The Future of YIMBYism
I think YIMBYism has reached a point that it’s close to being viewed as the mainstream position in urbanism now. YIMBY policies, like eliminating single family residential zoning, are working their way through state legislatures across the country.
Of course, there will be winners and losers as YIMBYism spreads. First, perhaps unsurprisingly, I view coastal cities as benefitting the most. The YIMBY movement formed there and developed as a response to coastal city challenges. I see YIMBYism as a way to make already strong cities become more available and affordable to more people. Rust Belt cities might be a mixed lot. YIMBYism can result in better-designed and developed Rust Belt cities than we have now, but demand has to increase to see positive things happen. The cities I’m most concerned about in this context would be in the Sun Belt. It’s conceivable that Sun Belt cities have had strong growth for so long that its leaders will believe it will stay that way. If any of them are unknowingly at the end of a high-growth phase, just as 1950’s Rust Belt cities were as the suburbs and Sun Belt began their boom, there could be real problems.

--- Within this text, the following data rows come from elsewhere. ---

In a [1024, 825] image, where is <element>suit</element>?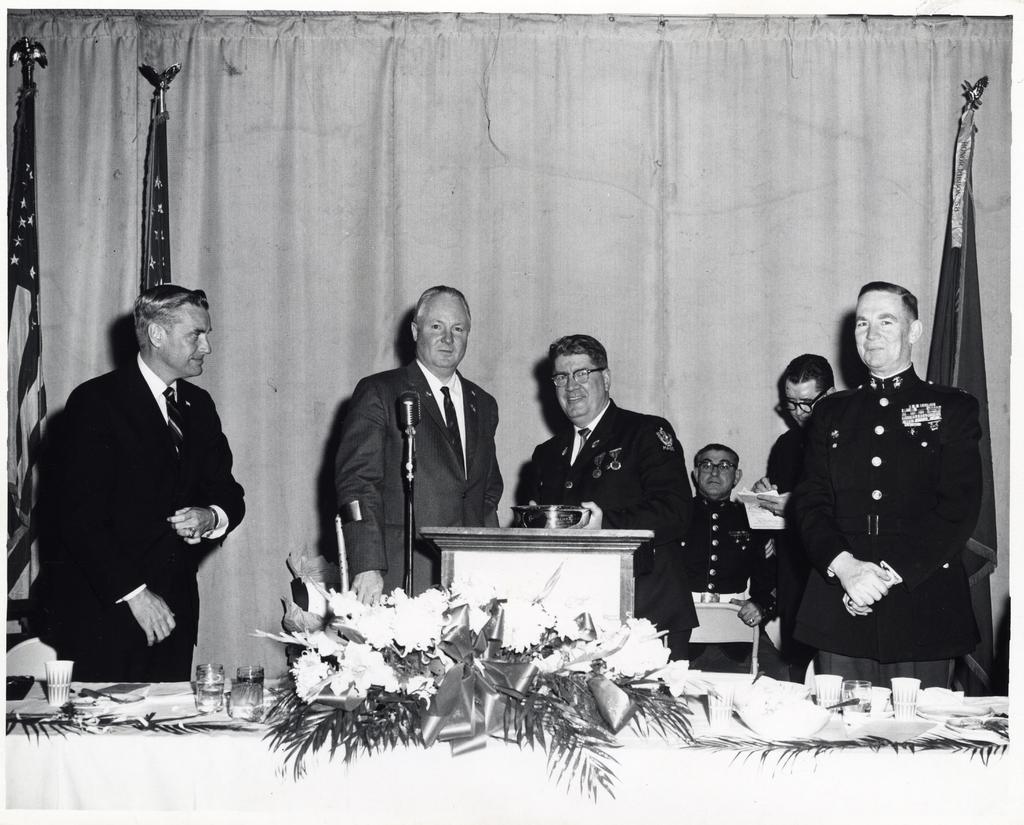
38,357,245,680.
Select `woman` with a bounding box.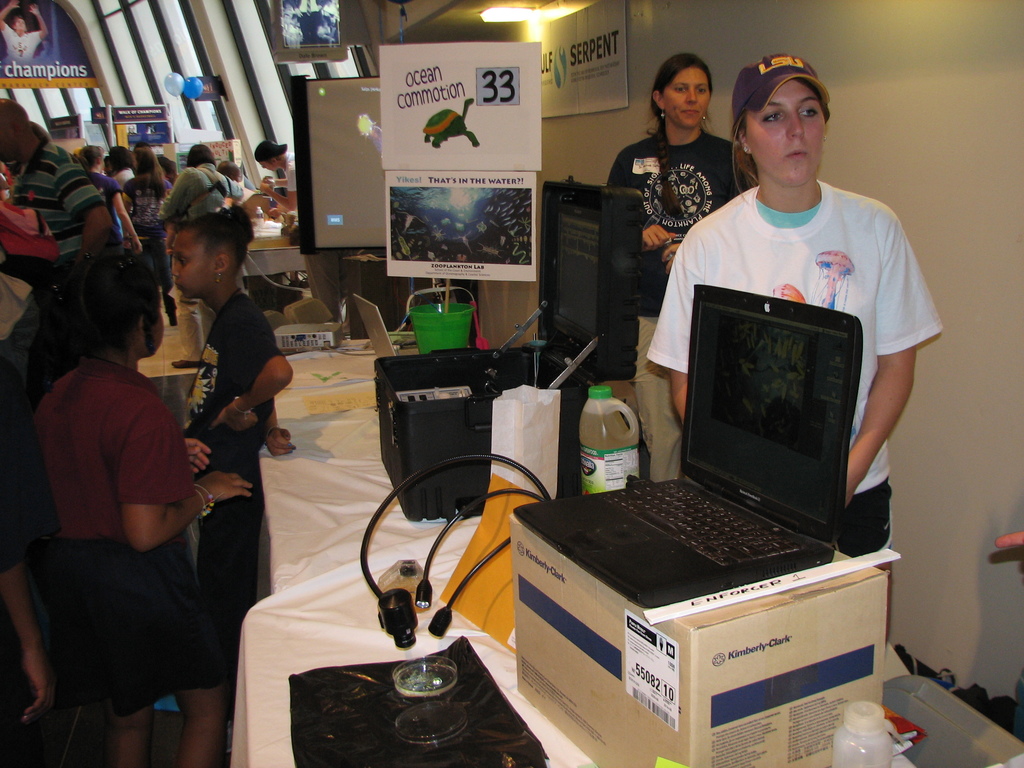
box(74, 145, 144, 259).
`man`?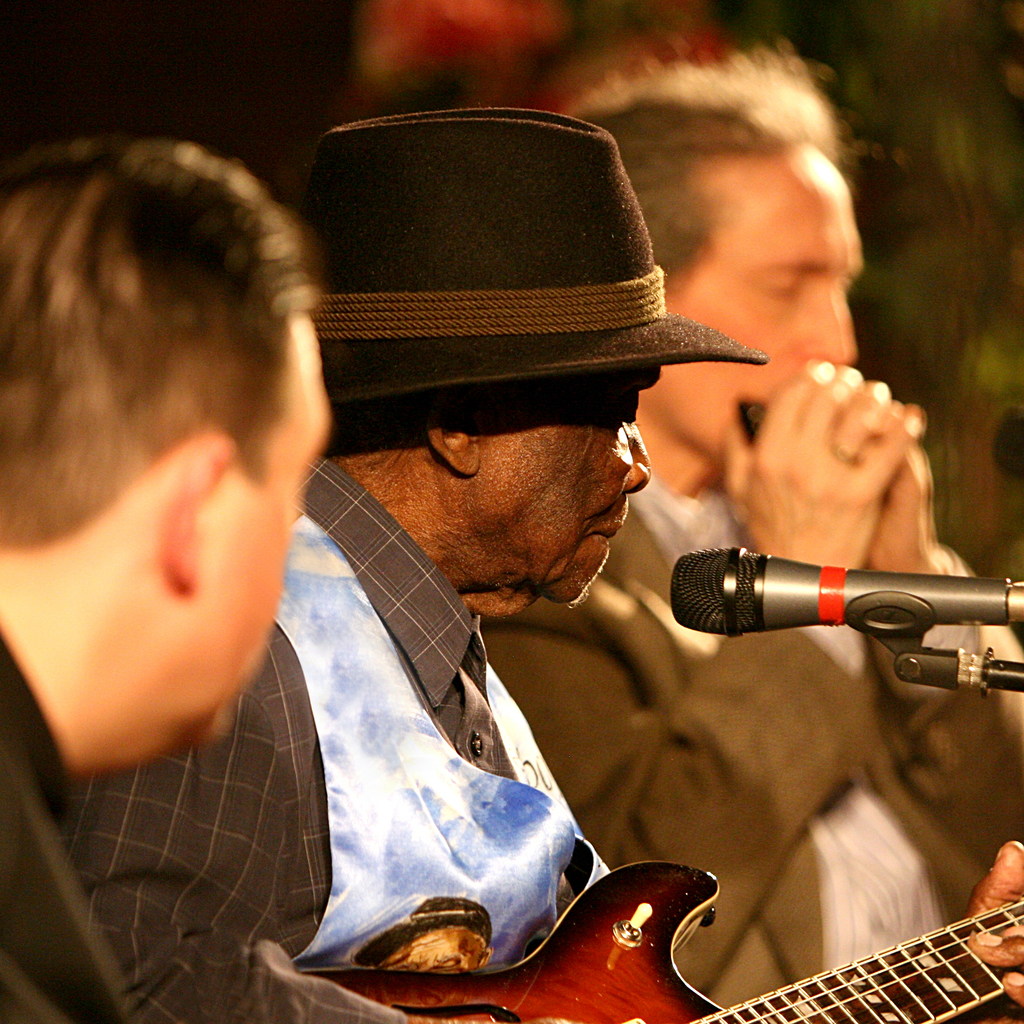
bbox=(51, 107, 1023, 1023)
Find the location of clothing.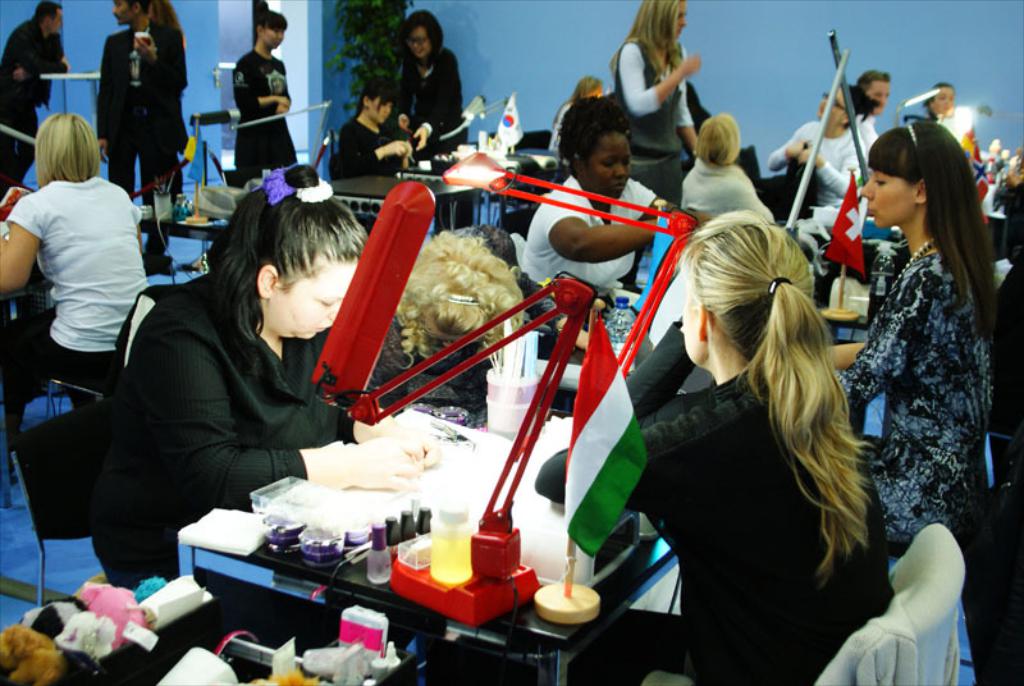
Location: [left=618, top=28, right=694, bottom=212].
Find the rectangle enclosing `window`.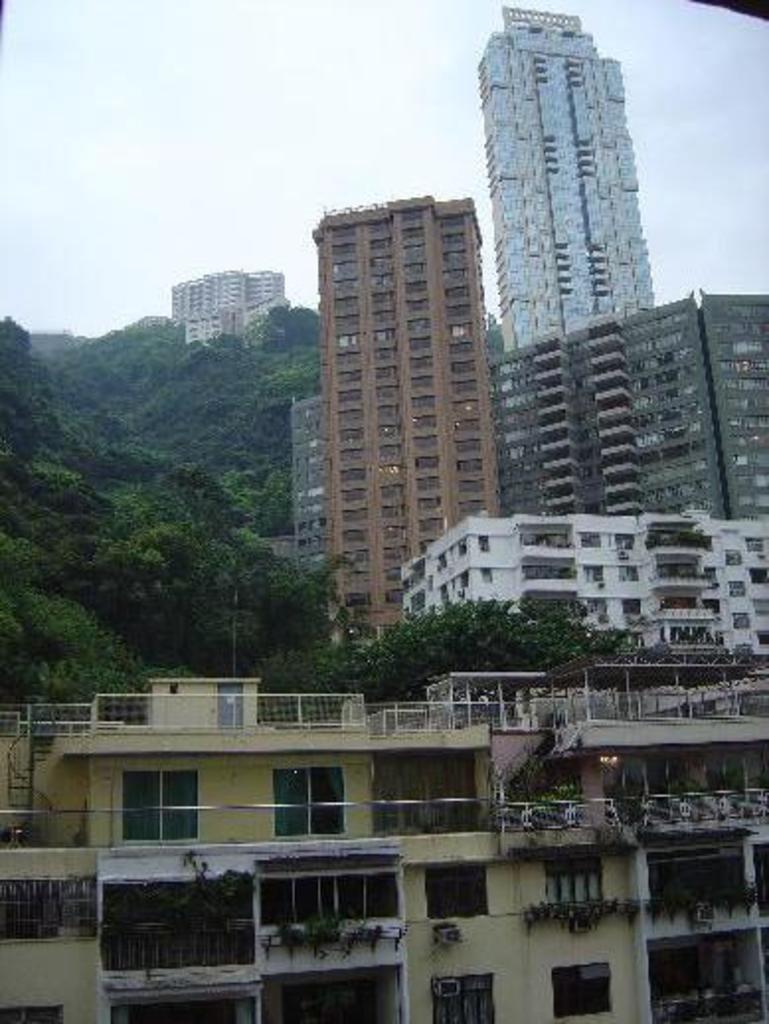
bbox=(729, 607, 753, 629).
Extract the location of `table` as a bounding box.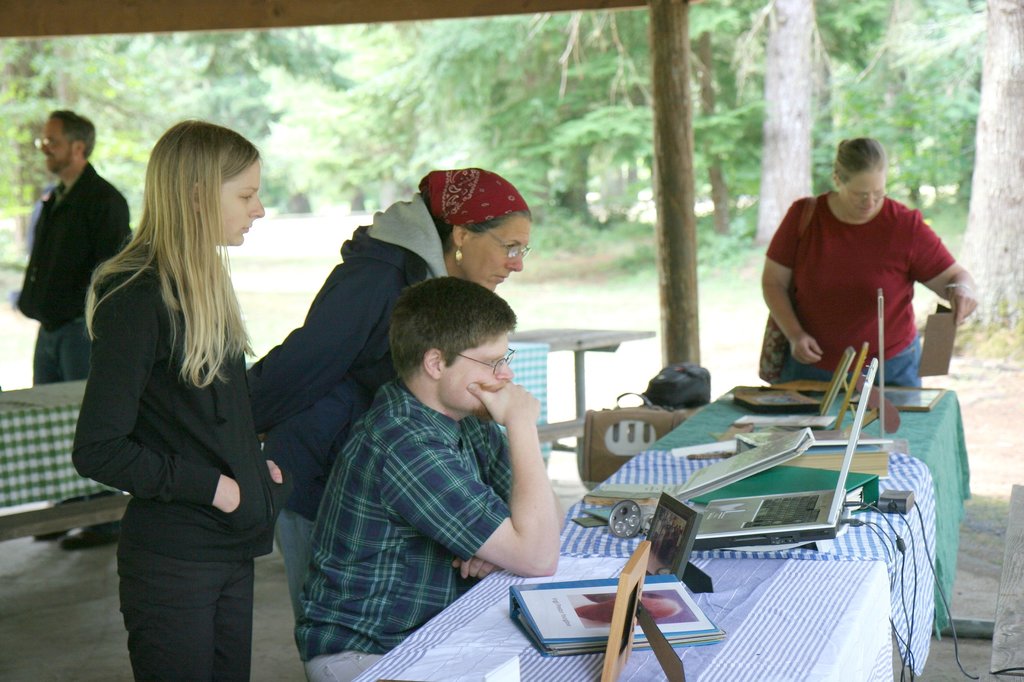
box=[651, 391, 988, 636].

But, just as suburban expansion that began 75 years ago resulted in widely varying results nationwide, I envision the same happening with YIMBYism as well. The differing results come from unexpected or unanticipated changes in demographics. For example, no one in 1955 really foresaw the population peak and decline in Rust Belt metros, and had no idea of what the impact would be. Just as no one really understood the impact of downzoning multifamily residential districts in cities into single family districts in the ‘70s and ‘80s, so they could compete with the booming suburbs.
We’ve already witnessed the impact of a demand for smaller households on our housing inventory. We’re acknowledging and preparing for the increasing number of seniors in the population, and their housing needs. But what of continually falling birth rates? Our federal government’s failure to act on immigration reform? The likelihood that climate change produces some form of climate-induced migration?
It’s the unknown unknowns that worry me.